Date of Award

Spring 2020

Document Type

Dissertation

Degree Name

Doctor of Philosophy (PhD)

Department

English

First Advisor

Blair, Amy

Second Advisor

Canavan, Gerry

Third Advisor

South, James

Abstract

My project situates loss, rather than restoration, as the identifying trait of the detective fiction genre. I contend that instead of providing a problem-solution model that gives readers closure and reinforces simplified understandings of good and evil, detective fiction refuses to build comforting narratives that rehabilitate a corrupted world. Detective fiction, with its continual attempts to provide an unobtainable solution, ruminates on the impossibility of restoration.Genre and Loss: The Impossibility of Restoration in 20th Century Detective Fiction divides into four chapters, each addressing a perceived subdivision of the detective fiction genre in order to illuminate the unifying connections between them. In each chapter, I pair transatlantic texts in order to highlight the genre’s cohesive, continuing orientation, across nations and time periods, around different enactments of loss. Using Chandler’s The High Window and Sayers’s Busman’s Honeymoon, I begin by contradicting an oft-replicated division drawn between the supposed comfort and security of the British cosies and the corrupt world of the American hard-boileds. Next, I argue that the protagonists of Fleming’s Casino Royale and Thompson’s The Killer Inside Me experience internal loss that prevents them from operating as authoritative producers of solutions. La Bern’s Goodbye Picadilly, Farewell Leicester Square and Highsmith’s The Glass Cell parallel the detective’s loss of individual authority with the inability of the protagonists to prevent the attenuation of control over their own self-identity. Then, I analyze McIlvanney’s Laidlaw and Block’s The Sins of the Fathers to contend that the detectives use their vocation to acknowledge loss as an unavoidable element of life, and to embrace it by prioritizing a continual interrogation of certainty over false closure achieved through criminal convictions. Finally, I conclude the project with a brief exploration of Auster’s City of Glass and Miéville’s The City and The City. These more recent texts highlight the necessity of engaging in ongoing interpretation rather than the possibility of locating a stable answer. Even as the genre of detective fiction develops further, its trajectory continues to trace, and retrace, the steps around the same central theme, the inability to find closure, or an endpoint of restoration.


→ What to work on: Give back the records that follow exactly, images excluded.

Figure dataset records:
================================
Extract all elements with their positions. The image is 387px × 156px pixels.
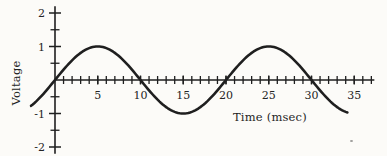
sine-wave-plot: 510152025303521-1-2 (0, 0, 387, 156)
x-axis-label: Time (msec) (233, 110, 307, 124)
x-tick-label: 35 (347, 89, 361, 102)
y-tick-label: -1 (34, 108, 45, 121)
x-tick-label: 30 (305, 89, 319, 102)
waveform-figure: 510152025303521-1-2 Voltage Time (msec) (0, 0, 387, 156)
x-tick-label: 20 (219, 89, 233, 102)
x-tick-label: 5 (94, 89, 101, 102)
y-tick-label: 2 (38, 7, 45, 20)
y-tick-label: 1 (38, 41, 45, 54)
ink-speck (350, 140, 353, 142)
x-tick-label: 10 (134, 89, 148, 102)
x-tick-label: 15 (176, 89, 190, 102)
x-tick-label: 25 (262, 89, 276, 102)
y-tick-label: -2 (34, 141, 45, 154)
y-axis-label: Voltage (9, 53, 23, 113)
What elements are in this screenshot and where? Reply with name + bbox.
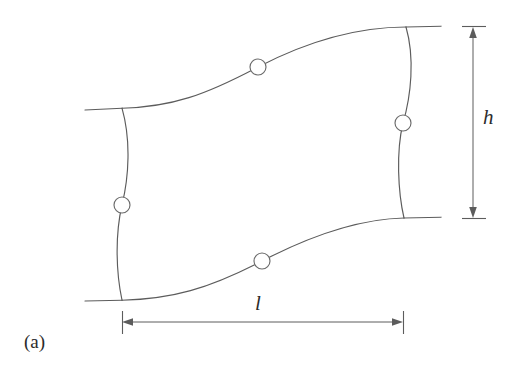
bottom-left-stub <box>85 300 122 301</box>
right-node-circle <box>395 115 411 131</box>
panel-label: (a) <box>24 332 45 351</box>
l-dimension-arrow-right <box>392 318 403 326</box>
bottom-node-circle <box>254 253 270 269</box>
length-dimension-label: l <box>255 293 261 314</box>
h-dimension-arrow-up <box>469 27 477 38</box>
top-left-stub <box>85 108 122 110</box>
bottom-right-stub <box>404 217 441 218</box>
top-right-stub <box>406 26 441 27</box>
l-dimension-arrow-left <box>122 318 133 326</box>
h-dimension-arrow-down <box>469 207 477 218</box>
left-node-circle <box>114 197 130 213</box>
figure-panel-a: h l (a) <box>0 0 518 365</box>
height-dimension-label: h <box>483 107 494 128</box>
top-node-circle <box>250 59 266 75</box>
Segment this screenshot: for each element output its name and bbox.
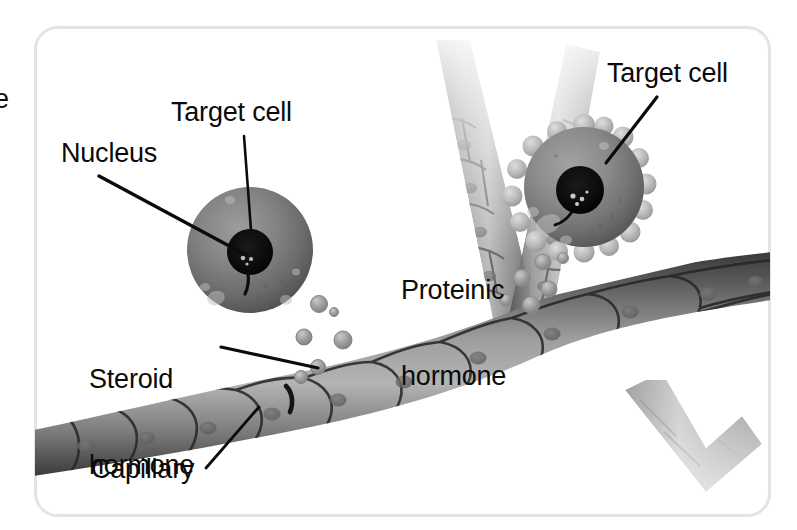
label-steroid-hormone-line1: Steroid xyxy=(89,365,194,394)
label-nucleus: Nucleus xyxy=(61,140,157,168)
label-proteinic-hormone: Proteinic hormone xyxy=(401,219,506,448)
cropped-edge-text: e xyxy=(0,84,16,115)
label-target-cell-right: Target cell xyxy=(607,60,728,88)
label-target-cell-left: Target cell xyxy=(171,99,292,127)
figure-root: e Target cell Nucleus Target cell Protei… xyxy=(0,0,797,530)
label-proteinic-hormone-line1: Proteinic xyxy=(401,276,506,305)
label-proteinic-hormone-line2: hormone xyxy=(401,362,506,391)
label-capillary: Capillary xyxy=(91,456,194,484)
label-steroid-hormone: Steroid hormone xyxy=(89,308,194,530)
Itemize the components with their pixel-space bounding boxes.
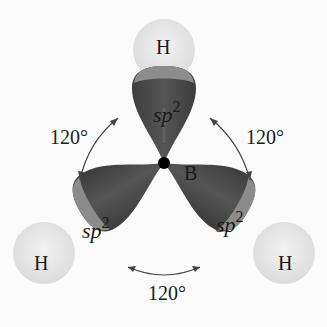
orbital-label-bottom-left: sp2	[82, 214, 110, 243]
orbital-label-bottom-right: sp2	[216, 208, 244, 237]
angle-label-upper-right: 120°	[246, 126, 284, 148]
hydrogen-label-bottom-left: H	[34, 252, 48, 274]
angle-label-bottom: 120°	[148, 282, 186, 304]
hydrogen-label-top: H	[156, 36, 170, 58]
boron-nucleus	[158, 157, 170, 169]
hydrogen-label-bottom-right: H	[278, 252, 292, 274]
central-atom-label: B	[184, 162, 197, 184]
angle-label-upper-left: 120°	[50, 126, 88, 148]
arc-bottom	[128, 267, 200, 275]
bh3-sp2-hybridization-diagram: H H H B sp2 sp2 sp2 120° 120° 120°	[0, 0, 327, 327]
================================
→ Finished task:
Extract all elements with their positions. The image is 387px × 156px pixels.
sine-wave-plot: 510152025303521-1-2 (0, 0, 387, 156)
x-axis-label: Time (msec) (233, 110, 307, 124)
x-tick-label: 35 (347, 89, 361, 102)
y-tick-label: -1 (34, 108, 45, 121)
x-tick-label: 30 (305, 89, 319, 102)
waveform-figure: 510152025303521-1-2 Voltage Time (msec) (0, 0, 387, 156)
x-tick-label: 20 (219, 89, 233, 102)
x-tick-label: 5 (94, 89, 101, 102)
y-tick-label: 2 (38, 7, 45, 20)
y-tick-label: 1 (38, 41, 45, 54)
ink-speck (350, 140, 353, 142)
x-tick-label: 10 (134, 89, 148, 102)
x-tick-label: 15 (176, 89, 190, 102)
x-tick-label: 25 (262, 89, 276, 102)
y-tick-label: -2 (34, 141, 45, 154)
y-axis-label: Voltage (9, 53, 23, 113)
What elements are in this screenshot and where? Reply with name + bbox.
bottom-left-stub <box>85 300 122 301</box>
right-node-circle <box>395 115 411 131</box>
panel-label: (a) <box>24 332 45 351</box>
l-dimension-arrow-right <box>392 318 403 326</box>
bottom-node-circle <box>254 253 270 269</box>
length-dimension-label: l <box>255 293 261 314</box>
h-dimension-arrow-up <box>469 27 477 38</box>
top-left-stub <box>85 108 122 110</box>
bottom-right-stub <box>404 217 441 218</box>
top-right-stub <box>406 26 441 27</box>
l-dimension-arrow-left <box>122 318 133 326</box>
h-dimension-arrow-down <box>469 207 477 218</box>
left-node-circle <box>114 197 130 213</box>
figure-panel-a: h l (a) <box>0 0 518 365</box>
height-dimension-label: h <box>483 107 494 128</box>
top-node-circle <box>250 59 266 75</box>
Segment this screenshot: for each element output its name and bbox.
label-steroid-hormone-line1: Steroid xyxy=(89,365,194,394)
label-nucleus: Nucleus xyxy=(61,140,157,168)
label-proteinic-hormone: Proteinic hormone xyxy=(401,219,506,448)
cropped-edge-text: e xyxy=(0,84,16,115)
label-target-cell-right: Target cell xyxy=(607,60,728,88)
label-target-cell-left: Target cell xyxy=(171,99,292,127)
figure-root: e Target cell Nucleus Target cell Protei… xyxy=(0,0,797,530)
label-proteinic-hormone-line1: Proteinic xyxy=(401,276,506,305)
label-proteinic-hormone-line2: hormone xyxy=(401,362,506,391)
label-capillary: Capillary xyxy=(91,456,194,484)
label-steroid-hormone: Steroid hormone xyxy=(89,308,194,530)
Itemize the components with their pixel-space bounding boxes.
orbital-label-bottom-left: sp2	[82, 214, 110, 243]
orbital-label-bottom-right: sp2	[216, 208, 244, 237]
angle-label-upper-right: 120°	[246, 126, 284, 148]
hydrogen-label-bottom-left: H	[34, 252, 48, 274]
angle-label-bottom: 120°	[148, 282, 186, 304]
hydrogen-label-top: H	[156, 36, 170, 58]
boron-nucleus	[158, 157, 170, 169]
hydrogen-label-bottom-right: H	[278, 252, 292, 274]
central-atom-label: B	[184, 162, 197, 184]
angle-label-upper-left: 120°	[50, 126, 88, 148]
arc-bottom	[128, 267, 200, 275]
bh3-sp2-hybridization-diagram: H H H B sp2 sp2 sp2 120° 120° 120°	[0, 0, 327, 327]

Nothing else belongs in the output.